Health Minister Michalis Hadjipantela on Sunday defended expenditure by his ministry after a public spat with the health insurance organisation (HIO) from whom it is claiming back €120 million for using non-Gesy facilities and branded medicines.
Hadjipantela said his ministry’s procedures as regards these referrals have been checked by both the state’s internal auditor and by the auditor-general several times without any problems.
“Our goal is to serve patients and find solutions where solutions may not be provided by the system at this particular moment,” he said. “Issues of health and human life are not open to frivolous judgments and petty political expediencies”.
Hadjipantela said the ministry would shortly issue a full accounting of its procedures that would justify its actions. “Procedures are always followed,” he added.
“The problems that exist in the health system must be resolved through dialogue and not through publications in the press,” he added.
In a separate announcement issued shortly afterwards, the ministry said it had submitted its estimated 2023 budget to the finance ministry based on actual expenses for the previous year.
It included provisions of €18 million for subsidising the treatment of patients sent to the private sector in Cyprus, €25 million for sending patients abroad and €80 million for medicines approved by the Nominal Claims Committee.
This latest Gesy crisis was sparked by a row between HIO chairman Thomas Antoniou and the health ministry after the latter asked the HIO for €120 million to cover the cost of sending some patients to non-Gesy hospitals both in Cyprus and abroad, and for branded medicines, but the HIO found the request unjustified. It accused the ministry of endangering the HIO budget.
Antoniou stated in an August 3 letter, published by Phileleftheros on Friday, that the health ministry “has exceeded the limit of legality” by calling on the organisation to hand over €120 million, adding that the ministry “cannot spend as it pleases”.
The ministry insists it was necessary to send some patients to private hospitals outside Gesy, and abroad, in order to save lives in incidences where Gesy hospitals did not have beds, or where it could not provide the necessary treatment.
The finance ministry later waded into the spat, accusing the Gesy operator of taking the health system to the brink of collapse.
A statement from the finance ministry described as “worrying” the fact that the HIO had managed “in a very short period of time” to bloat national health expenditure by around 50 per cent, shaking the system to the core.
In a separate development Antoniou, who has placed his resignation at the disposal of the president, is being investigated for a possible conflict of interest related to his wife being a Gesy provider since December 2020. Other members of the HIO board are also being investigated for conflict of interest.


Keep only the lines of the data below that contain "GRADUATES", and copy them.

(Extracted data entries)
━━━━━━━━━━━━━━━━━━━━━━━━━━━━━━

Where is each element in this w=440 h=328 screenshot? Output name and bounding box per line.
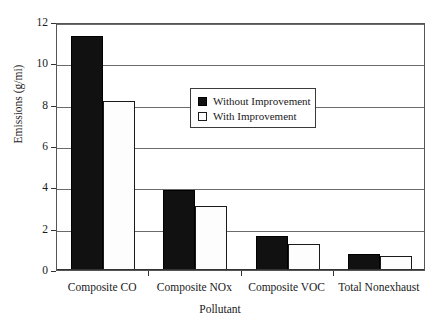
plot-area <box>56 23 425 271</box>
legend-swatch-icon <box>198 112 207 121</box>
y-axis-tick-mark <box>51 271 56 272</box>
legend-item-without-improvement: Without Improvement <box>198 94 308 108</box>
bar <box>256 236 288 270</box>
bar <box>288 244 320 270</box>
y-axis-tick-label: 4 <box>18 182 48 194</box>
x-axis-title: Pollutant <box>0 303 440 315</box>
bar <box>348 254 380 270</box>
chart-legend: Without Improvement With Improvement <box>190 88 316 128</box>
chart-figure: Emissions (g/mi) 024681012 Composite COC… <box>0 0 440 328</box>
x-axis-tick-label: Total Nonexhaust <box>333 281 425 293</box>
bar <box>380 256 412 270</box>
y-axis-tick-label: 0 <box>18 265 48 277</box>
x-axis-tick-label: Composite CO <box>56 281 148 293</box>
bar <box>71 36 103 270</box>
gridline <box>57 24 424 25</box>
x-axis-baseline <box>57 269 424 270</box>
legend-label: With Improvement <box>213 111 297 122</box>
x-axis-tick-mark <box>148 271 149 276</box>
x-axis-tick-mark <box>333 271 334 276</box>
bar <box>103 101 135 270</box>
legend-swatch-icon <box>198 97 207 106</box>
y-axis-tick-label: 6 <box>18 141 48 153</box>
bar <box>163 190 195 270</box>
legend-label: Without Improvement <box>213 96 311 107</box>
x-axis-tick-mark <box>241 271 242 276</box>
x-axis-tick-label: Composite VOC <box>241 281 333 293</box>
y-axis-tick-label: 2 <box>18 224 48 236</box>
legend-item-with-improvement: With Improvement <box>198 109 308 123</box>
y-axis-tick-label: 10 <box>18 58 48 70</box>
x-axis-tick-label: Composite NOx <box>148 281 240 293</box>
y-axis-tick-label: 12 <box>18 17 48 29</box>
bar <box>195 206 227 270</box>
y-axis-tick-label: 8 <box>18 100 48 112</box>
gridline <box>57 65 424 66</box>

━━━━━━━━━━━━━━━━━━━━━━━━━━━━━━

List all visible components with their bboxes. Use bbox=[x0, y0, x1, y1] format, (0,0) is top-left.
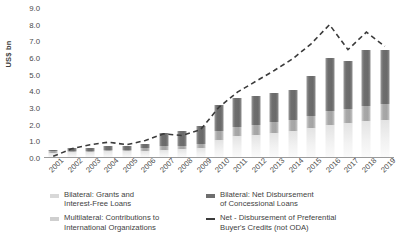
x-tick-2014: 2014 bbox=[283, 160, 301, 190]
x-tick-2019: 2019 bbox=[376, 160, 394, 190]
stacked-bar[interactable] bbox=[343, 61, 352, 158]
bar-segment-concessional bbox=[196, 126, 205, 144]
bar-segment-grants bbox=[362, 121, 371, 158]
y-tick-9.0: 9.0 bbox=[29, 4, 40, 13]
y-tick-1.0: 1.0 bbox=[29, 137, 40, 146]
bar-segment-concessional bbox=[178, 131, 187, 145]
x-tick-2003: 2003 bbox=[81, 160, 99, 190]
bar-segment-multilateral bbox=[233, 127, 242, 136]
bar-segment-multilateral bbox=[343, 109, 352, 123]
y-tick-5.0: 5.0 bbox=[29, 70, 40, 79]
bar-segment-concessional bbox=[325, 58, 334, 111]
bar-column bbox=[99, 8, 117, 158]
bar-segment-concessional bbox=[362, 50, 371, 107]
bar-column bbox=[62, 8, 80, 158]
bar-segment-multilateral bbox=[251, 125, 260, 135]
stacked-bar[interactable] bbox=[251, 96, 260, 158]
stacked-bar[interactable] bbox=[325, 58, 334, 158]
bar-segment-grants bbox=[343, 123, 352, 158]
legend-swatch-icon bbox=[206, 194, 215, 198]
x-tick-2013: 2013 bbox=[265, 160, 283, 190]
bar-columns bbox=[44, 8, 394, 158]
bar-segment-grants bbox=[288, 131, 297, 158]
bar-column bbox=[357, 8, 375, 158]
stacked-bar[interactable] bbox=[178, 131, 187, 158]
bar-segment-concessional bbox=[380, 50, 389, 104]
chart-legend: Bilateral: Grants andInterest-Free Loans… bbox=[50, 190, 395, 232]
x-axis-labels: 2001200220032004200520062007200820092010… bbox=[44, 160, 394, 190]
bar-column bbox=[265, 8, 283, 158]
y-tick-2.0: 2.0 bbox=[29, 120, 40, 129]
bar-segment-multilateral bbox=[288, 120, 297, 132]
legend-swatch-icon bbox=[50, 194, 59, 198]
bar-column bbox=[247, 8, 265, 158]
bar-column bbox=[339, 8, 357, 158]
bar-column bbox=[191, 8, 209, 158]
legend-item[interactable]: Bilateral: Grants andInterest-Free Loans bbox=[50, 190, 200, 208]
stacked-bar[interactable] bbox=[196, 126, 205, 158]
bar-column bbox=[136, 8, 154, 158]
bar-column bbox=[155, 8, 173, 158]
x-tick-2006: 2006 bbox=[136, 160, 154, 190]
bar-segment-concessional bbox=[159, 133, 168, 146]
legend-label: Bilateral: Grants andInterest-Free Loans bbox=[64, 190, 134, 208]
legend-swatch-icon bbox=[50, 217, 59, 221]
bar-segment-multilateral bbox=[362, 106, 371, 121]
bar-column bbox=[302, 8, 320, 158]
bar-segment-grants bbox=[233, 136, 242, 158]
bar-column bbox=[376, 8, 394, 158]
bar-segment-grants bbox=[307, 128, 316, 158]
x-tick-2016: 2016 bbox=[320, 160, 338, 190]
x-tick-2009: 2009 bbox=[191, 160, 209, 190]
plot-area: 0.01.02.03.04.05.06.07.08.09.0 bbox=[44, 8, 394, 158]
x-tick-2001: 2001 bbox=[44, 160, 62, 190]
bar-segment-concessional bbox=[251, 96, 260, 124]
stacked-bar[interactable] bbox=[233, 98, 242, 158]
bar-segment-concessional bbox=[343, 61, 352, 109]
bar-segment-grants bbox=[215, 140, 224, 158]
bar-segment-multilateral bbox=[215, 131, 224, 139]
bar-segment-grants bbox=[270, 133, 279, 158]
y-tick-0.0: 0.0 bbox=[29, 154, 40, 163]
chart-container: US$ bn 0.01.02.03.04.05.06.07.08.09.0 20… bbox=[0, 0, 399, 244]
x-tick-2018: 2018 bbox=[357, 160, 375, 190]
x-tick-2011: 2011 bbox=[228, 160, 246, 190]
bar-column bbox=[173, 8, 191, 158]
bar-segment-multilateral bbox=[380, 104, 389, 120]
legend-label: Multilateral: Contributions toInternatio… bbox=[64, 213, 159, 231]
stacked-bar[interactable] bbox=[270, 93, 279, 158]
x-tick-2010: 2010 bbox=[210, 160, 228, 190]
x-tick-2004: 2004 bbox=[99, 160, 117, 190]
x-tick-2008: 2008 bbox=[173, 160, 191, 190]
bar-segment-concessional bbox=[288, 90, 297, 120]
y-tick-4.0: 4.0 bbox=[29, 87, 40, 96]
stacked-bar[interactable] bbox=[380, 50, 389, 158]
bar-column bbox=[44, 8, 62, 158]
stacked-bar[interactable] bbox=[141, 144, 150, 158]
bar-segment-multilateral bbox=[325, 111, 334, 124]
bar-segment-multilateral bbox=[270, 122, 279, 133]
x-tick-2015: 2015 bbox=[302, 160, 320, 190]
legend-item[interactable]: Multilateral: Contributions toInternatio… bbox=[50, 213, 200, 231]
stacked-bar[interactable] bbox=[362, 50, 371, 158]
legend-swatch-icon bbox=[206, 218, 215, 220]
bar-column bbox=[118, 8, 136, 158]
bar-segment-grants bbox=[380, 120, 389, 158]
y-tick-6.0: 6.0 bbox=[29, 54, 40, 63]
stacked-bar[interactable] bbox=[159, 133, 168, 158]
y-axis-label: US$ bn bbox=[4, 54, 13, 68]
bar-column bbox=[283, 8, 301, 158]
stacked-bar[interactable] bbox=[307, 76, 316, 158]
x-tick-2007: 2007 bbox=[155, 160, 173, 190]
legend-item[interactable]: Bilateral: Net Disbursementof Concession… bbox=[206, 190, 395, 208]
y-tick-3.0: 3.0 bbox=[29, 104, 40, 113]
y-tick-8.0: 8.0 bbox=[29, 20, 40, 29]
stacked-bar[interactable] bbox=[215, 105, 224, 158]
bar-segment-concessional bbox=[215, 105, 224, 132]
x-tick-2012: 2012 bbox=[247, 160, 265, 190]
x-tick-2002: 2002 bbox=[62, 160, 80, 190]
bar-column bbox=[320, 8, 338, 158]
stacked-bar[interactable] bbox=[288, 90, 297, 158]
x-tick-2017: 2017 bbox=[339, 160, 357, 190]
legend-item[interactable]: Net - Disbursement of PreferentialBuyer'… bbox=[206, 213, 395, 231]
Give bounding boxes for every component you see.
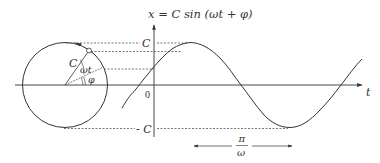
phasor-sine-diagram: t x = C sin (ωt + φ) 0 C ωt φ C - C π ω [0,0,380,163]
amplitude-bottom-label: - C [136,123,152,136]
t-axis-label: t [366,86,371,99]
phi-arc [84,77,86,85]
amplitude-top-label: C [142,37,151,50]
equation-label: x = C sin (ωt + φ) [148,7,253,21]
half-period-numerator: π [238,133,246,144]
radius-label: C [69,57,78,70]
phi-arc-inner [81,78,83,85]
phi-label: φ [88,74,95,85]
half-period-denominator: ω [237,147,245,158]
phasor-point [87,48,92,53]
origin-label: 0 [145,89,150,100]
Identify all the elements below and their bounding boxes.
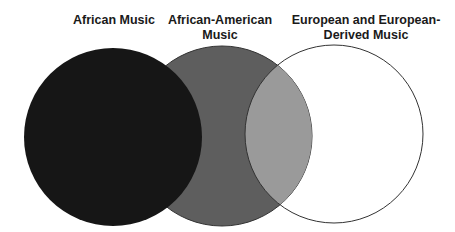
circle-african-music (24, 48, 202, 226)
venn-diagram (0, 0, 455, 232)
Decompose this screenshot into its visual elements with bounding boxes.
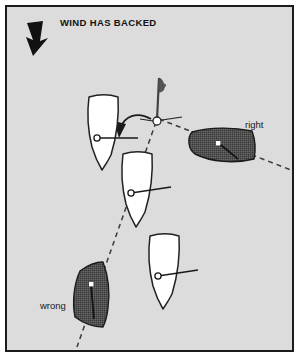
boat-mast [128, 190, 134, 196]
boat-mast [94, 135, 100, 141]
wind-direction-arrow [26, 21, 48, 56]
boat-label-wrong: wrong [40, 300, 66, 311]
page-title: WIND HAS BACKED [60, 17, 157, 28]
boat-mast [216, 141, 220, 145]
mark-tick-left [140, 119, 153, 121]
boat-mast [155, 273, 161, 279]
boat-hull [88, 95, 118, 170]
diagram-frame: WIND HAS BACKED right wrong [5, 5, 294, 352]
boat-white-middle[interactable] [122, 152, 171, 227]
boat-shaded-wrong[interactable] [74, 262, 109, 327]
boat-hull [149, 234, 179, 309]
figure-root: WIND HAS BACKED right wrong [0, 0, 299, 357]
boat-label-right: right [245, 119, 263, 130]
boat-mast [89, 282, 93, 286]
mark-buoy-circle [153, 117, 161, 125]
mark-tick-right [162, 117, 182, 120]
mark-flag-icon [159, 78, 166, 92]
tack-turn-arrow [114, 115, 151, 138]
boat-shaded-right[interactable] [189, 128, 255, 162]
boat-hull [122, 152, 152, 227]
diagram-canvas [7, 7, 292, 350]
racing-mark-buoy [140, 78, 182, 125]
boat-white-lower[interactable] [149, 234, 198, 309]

━━━━━━━━━━━━━━━━━━━━━━━━━━━━━━

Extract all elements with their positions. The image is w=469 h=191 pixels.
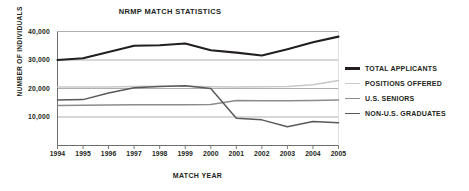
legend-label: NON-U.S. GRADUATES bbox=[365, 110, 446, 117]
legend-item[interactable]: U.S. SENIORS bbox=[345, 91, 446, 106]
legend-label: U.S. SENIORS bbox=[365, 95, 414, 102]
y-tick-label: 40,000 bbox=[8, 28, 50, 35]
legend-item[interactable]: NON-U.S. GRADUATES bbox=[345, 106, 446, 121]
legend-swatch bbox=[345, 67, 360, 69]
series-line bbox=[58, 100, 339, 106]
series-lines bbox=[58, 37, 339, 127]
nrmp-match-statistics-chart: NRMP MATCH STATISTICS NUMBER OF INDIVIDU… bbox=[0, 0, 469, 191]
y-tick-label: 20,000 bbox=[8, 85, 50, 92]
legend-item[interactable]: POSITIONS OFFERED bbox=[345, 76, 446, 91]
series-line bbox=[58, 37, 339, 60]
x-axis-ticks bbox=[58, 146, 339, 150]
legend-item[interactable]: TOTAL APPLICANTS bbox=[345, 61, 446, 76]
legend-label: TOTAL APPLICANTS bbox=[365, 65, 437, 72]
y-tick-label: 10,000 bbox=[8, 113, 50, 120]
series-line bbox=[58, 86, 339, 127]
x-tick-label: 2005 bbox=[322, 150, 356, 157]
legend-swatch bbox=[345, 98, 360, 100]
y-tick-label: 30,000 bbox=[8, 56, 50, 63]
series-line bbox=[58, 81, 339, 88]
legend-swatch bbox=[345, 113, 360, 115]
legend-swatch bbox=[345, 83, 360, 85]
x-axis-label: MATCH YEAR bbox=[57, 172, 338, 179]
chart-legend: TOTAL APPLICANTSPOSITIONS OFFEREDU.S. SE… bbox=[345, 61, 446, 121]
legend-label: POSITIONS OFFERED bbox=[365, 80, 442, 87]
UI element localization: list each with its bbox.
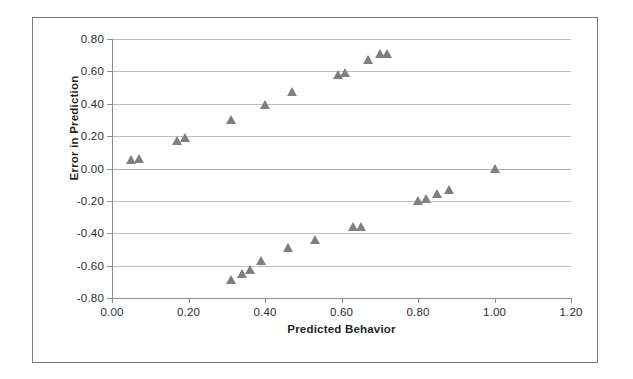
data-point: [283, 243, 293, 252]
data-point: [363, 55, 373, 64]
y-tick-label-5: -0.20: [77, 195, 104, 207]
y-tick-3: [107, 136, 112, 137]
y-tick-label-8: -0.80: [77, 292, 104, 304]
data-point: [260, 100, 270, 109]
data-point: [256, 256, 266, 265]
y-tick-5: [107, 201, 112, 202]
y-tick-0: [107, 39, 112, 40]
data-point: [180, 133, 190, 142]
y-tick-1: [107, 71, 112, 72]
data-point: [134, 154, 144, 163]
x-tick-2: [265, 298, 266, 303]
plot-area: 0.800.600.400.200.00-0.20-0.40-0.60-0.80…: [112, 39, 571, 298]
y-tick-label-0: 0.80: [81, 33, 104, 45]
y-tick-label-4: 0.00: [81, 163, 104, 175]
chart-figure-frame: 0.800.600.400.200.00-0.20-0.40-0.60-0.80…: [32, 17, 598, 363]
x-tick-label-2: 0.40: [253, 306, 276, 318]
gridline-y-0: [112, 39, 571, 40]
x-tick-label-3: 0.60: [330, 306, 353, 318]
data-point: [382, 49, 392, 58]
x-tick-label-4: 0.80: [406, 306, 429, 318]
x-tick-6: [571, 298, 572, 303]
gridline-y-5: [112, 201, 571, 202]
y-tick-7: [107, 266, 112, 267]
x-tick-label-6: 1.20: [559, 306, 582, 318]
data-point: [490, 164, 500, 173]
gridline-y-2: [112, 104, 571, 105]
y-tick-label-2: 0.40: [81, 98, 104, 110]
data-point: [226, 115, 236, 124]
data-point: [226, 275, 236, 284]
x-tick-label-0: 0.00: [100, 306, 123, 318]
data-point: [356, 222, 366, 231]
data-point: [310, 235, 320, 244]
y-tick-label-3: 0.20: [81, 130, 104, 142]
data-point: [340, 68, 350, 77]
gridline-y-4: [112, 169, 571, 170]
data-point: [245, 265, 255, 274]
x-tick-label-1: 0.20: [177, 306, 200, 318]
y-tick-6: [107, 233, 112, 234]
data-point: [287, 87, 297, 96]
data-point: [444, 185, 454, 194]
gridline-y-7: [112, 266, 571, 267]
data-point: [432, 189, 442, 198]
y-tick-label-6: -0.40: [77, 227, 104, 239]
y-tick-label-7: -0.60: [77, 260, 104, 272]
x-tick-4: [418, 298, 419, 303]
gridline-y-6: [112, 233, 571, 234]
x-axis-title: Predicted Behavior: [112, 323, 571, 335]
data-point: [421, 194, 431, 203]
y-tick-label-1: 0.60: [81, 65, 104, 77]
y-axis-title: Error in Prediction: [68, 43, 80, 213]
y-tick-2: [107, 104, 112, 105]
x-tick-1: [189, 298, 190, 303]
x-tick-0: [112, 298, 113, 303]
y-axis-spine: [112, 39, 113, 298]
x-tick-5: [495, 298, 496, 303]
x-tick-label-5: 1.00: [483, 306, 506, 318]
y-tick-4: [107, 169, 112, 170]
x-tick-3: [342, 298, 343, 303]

━━━━━━━━━━━━━━━━━━━━━━━━━━━━━━

### Exercise output
legend-label: NON-U.S. GRADUATES bbox=[365, 110, 446, 117]
legend-item[interactable]: NON-U.S. GRADUATES bbox=[345, 106, 446, 121]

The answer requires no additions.